One in four Germans who worry that mobile phones and their transmission towers are health hazards can now relax following studies coordinated by the Berlin-based Federal Office for Radiation Protection (BfS).
German Environment Minister Sigmar Gabriel said more than 50 studies in the German Mobile Telecommunications Research Programme (DMF), conducted from 2002 to 2008, had found no evidence that mobile phones and transmission towers posed a health risk within the required limits for electromagnetic radiation.
The programme was funded with 17 million euros ($26 million), a small sum compared with the billions of euros that the German government collected when it auctioned licenses for slices of Germany’s UMTS airwave spectrum in 2000. Though the country’s four mobile network operators provided half of the research funds, the BfS told critics that DMF procedures had ensured the objectivity of the studies.
Research focused on the functioning mechanisms of high frequency electromagnetic fields in mobile telephony, the fields’ effect on humans and animals, and the amount of electromagnetic radiation to which the German public is exposed.
Several studies looked at possible effects on what is known as the blood-brain barrier, a kind of filter that prevents harmful substances in the blood from reaching neurons in the brain.
According to the BfS, the studies found no conclusive evidence that radiation from mobile telephony significantly weakened the blood-brain barrier.
Three studies dealt with the 1.5 percent of Germans who describe themselves as "electrosensitive" and blame various health problems on electromagnetic fields.
Since the ailments are typically things like headaches and sleep disorders, which could have many causes, establishing a link with electromagnetic radiation is very difficult.
The studies found that some people were quicker to sense electromagnetic fields than others, and that health complaints were not necessarily connected with radiation.
est persons were asked to speak up as soon as they felt exposure to electromagnetic fields.

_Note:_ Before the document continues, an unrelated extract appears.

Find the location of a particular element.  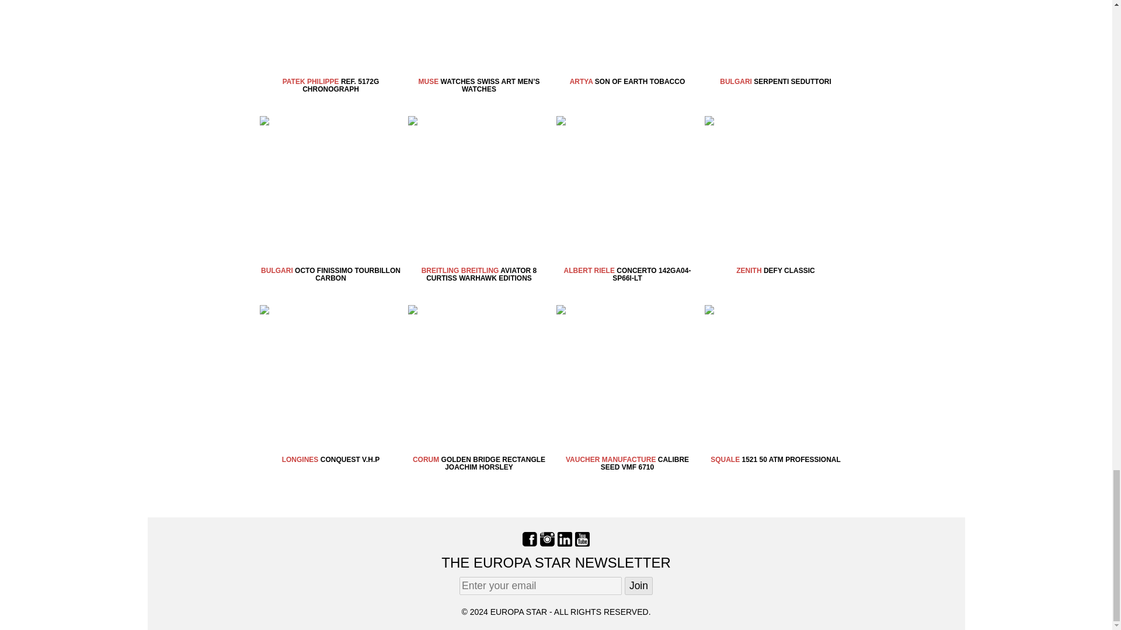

Those who considered themselves electrosensitive sounded the most false alarms.
The BfS concluded there was no proof that electromagnetic fields caused the health problems named by electrosensitive people.
The research programme also included a number of epidemiological studies aimed at determining whether mobile phone users contracted certain kinds of cancer more often than nonusers.
The BfS said there was no evidence of a link.
Despite the studies’ reassuring results, the "all clear" signal comes with a caveat: Mobile telephony is safe as far as we know, but we still do not know everything.
"What concerns me is that we know little about the effects on children and juveniles," remarked Rolf Buschmann, an environmental expert at the North Rhine-Westphalia Consumer Centre in Dusseldorf.
There are no suitable scientific models at present for studies involving children.
The effects of longterm mobile phone use - 10 years or more - have not been sufficiently studied either, which is not surprising considering that the technology is still young.
For Bernd Rainer Mueller, an engineer and measurement technology specialist for the Berlin-based environmental protection organisation BUND, this is reason enough to demand lower legal limits for the electromagnetic radiation caused by mobile telephony.
"I’m afraid that otherwise half the population will have health problems at some point," he said. Mueller’s fears are based in part on the justified assumption that mobile-phone use will increase in the years ahead.
For its part, the BfS also sees the need for more research on long-term mobile-phone use as well as on the effects on children and juveniles.
And it continues to advise consumers to use mobile phones as little as possible, to buy low-radiation models, and to make sure that conditions for reception are good.